Visual Culture of the Ancient Americas
Contemporary Perspectives
A testament to the sheer breadth of Pasztory's accomplishments, Visual Culture of the Ancient Americas covers a wide range of topics, from Aztec picture-writing to nineteenth-century European scientific illustration of Andean sites in Peru.
Shaft Tombs and Figures in West Mexican Society
A Reassessment
This volume brings together an international team of contributors to reconnect field research on the shaft tombs of western Mexico (ca. 300 B.C.–A.D. 500) with museum-based research on the distinctive human figures for which the region is known. These finely made figures and dioramas have attracted the interest of archaeologists, art historians, and museum curators for over a century because of their expressiveness and rich detail, tempered by the sad fact that most of these objects were looted from shaft and chamber tombs and sold on the wider art market.
Musket Ball and Small Shot Identification
A Guide
Musket Ball and Small Shot Identification: A Guide traces the history of musket balls and small shot, and explores their uses as lethal projectiles and in nonlethal alterations. Sivilich asks—and answers—a variety of questions to demonstrate how a musket ball found in a military context can help to interpret the site: Was it fired? What did it hit? What type of gun is it associated with? Has it been chewed, and if so, by whom or what?

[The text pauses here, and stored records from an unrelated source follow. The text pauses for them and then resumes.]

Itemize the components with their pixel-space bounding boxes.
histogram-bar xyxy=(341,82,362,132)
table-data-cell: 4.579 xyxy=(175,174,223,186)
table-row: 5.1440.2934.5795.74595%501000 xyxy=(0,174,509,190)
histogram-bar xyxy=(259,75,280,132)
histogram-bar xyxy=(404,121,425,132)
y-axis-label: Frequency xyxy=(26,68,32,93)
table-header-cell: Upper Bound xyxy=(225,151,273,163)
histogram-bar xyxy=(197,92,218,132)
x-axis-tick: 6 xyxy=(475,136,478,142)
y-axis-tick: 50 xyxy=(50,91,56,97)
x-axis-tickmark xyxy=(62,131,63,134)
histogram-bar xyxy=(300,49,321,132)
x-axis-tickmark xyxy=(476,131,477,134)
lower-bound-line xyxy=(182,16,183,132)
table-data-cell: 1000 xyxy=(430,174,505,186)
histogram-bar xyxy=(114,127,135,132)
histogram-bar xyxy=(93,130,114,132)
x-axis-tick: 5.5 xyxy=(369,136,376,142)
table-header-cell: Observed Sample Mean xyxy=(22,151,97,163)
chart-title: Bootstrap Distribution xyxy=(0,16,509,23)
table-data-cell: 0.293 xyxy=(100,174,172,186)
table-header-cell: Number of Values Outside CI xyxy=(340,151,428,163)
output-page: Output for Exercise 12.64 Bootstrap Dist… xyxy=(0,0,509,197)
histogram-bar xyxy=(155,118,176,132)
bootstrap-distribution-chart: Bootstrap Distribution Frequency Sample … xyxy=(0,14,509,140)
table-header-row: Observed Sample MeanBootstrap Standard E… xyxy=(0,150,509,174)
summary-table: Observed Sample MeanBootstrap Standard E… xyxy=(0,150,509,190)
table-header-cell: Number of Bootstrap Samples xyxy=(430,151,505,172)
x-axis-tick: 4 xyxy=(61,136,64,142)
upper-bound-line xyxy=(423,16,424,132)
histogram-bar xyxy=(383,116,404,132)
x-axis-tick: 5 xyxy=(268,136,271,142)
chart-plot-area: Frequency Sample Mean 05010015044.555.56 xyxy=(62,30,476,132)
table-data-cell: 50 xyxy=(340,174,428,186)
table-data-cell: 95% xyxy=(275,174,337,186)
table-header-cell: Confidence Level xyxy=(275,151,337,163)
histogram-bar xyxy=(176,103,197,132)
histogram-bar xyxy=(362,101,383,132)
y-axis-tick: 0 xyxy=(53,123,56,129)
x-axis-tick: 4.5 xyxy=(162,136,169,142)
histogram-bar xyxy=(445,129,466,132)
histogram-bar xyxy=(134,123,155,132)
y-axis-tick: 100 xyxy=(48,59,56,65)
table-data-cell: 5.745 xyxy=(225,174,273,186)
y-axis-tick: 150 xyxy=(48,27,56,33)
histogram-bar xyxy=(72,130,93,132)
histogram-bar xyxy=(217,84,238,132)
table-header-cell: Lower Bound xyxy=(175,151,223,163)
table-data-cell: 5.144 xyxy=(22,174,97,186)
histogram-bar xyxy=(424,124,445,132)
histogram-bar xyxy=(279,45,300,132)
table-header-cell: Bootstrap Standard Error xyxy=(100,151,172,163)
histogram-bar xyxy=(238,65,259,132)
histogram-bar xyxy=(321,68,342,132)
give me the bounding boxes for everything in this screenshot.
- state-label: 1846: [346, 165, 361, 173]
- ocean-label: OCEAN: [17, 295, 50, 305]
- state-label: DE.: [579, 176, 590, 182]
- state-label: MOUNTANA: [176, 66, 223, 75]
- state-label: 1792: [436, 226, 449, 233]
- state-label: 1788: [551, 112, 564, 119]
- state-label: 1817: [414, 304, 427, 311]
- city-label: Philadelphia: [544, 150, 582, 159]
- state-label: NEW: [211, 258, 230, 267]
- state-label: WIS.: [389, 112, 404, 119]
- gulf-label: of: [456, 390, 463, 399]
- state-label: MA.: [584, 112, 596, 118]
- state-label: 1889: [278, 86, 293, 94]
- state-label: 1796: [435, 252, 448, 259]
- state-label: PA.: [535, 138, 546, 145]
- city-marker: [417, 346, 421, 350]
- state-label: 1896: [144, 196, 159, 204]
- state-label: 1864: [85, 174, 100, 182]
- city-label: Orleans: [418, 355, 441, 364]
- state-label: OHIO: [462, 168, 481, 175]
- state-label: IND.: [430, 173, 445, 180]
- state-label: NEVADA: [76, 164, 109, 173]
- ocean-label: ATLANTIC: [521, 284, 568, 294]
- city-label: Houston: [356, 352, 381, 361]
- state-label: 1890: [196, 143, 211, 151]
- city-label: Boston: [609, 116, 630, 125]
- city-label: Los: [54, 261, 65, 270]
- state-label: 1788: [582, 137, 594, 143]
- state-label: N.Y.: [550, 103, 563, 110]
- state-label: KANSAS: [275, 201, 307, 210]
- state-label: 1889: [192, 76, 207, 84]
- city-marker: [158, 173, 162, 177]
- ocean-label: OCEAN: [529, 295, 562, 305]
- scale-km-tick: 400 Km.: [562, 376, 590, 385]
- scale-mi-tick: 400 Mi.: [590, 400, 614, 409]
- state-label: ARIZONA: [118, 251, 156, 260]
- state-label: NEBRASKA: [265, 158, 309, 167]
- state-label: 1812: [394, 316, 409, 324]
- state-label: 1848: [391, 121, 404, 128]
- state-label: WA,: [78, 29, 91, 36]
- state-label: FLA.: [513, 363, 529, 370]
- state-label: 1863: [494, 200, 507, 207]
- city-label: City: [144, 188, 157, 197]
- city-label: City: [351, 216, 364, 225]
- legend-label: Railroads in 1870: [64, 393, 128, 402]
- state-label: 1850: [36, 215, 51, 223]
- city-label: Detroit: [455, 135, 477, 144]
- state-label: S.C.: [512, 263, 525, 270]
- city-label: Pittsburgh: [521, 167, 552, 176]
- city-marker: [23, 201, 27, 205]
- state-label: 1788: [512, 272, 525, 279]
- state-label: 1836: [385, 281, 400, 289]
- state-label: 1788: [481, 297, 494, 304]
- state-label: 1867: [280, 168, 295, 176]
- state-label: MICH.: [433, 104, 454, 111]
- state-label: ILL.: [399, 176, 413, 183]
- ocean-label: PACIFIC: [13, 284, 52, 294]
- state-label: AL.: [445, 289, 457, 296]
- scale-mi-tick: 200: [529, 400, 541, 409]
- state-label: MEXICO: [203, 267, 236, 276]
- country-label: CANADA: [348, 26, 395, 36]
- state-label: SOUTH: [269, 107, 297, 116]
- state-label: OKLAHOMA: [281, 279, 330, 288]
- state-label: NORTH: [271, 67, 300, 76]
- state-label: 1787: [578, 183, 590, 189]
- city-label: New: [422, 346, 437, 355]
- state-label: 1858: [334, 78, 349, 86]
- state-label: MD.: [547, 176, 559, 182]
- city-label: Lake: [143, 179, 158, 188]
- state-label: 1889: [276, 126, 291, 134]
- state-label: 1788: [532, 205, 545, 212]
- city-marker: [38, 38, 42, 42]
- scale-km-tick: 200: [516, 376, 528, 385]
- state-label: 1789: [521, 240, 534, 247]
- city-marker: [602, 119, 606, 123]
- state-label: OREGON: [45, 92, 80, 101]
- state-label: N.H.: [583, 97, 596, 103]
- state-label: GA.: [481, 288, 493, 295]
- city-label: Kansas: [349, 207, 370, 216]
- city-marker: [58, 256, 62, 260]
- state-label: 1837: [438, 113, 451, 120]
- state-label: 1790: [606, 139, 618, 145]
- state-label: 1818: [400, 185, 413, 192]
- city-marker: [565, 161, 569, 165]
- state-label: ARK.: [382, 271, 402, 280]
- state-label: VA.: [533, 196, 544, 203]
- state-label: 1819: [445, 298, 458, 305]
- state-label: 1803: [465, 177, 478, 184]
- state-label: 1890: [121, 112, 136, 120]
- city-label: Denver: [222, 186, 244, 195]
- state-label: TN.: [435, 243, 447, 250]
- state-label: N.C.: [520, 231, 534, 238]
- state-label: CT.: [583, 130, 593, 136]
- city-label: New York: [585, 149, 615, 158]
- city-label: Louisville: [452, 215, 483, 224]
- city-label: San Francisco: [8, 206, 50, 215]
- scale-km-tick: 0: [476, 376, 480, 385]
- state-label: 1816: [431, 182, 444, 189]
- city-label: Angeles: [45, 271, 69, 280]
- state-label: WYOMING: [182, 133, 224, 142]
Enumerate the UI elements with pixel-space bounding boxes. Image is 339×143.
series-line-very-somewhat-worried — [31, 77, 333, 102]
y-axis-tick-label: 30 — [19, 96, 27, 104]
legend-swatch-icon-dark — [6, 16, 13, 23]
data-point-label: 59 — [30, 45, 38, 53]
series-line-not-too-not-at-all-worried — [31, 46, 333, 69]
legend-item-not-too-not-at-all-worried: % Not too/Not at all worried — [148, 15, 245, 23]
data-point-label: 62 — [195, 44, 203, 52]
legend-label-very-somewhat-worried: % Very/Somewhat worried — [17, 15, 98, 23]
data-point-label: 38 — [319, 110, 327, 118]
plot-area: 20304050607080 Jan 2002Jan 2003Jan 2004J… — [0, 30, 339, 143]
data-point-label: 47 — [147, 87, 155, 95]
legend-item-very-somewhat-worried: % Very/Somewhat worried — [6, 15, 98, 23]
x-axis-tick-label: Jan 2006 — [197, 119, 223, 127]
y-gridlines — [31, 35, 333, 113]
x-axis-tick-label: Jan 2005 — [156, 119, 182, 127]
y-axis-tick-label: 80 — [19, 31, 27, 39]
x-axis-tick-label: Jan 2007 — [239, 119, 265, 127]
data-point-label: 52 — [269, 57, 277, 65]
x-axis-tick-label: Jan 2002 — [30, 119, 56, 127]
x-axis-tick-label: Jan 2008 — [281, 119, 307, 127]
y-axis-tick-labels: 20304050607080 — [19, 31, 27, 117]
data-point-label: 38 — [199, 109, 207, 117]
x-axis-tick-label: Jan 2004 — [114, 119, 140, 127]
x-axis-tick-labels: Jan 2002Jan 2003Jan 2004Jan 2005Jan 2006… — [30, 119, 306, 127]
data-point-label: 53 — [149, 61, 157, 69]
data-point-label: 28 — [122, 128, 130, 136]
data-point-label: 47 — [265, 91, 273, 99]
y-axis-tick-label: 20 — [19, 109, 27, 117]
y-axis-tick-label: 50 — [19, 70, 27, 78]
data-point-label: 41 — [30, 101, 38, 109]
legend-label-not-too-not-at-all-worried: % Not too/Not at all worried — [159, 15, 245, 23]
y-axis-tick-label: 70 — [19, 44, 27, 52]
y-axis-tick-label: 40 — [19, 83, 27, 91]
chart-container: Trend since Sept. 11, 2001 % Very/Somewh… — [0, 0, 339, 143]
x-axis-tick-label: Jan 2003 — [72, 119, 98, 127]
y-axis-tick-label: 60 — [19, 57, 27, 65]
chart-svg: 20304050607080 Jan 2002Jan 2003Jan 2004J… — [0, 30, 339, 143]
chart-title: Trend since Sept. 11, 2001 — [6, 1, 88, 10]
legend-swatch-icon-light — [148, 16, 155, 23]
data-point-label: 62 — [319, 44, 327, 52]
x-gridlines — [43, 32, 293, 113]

Was it hammered into gaming pieces?
Reclaiming the Hopewellian Ceremonial Sphere
200 B.C. to A.D. 500
In this new book, A. Martin Byers refines Caldwell’s work, coining the term “Hopewell Ceremonial Sphere” to more precisely characterize this transregional sphere as manifesting multiple autonomous cult sodalities of local communities affiliated into escalating levels of autonomous cult sodality heterarchies.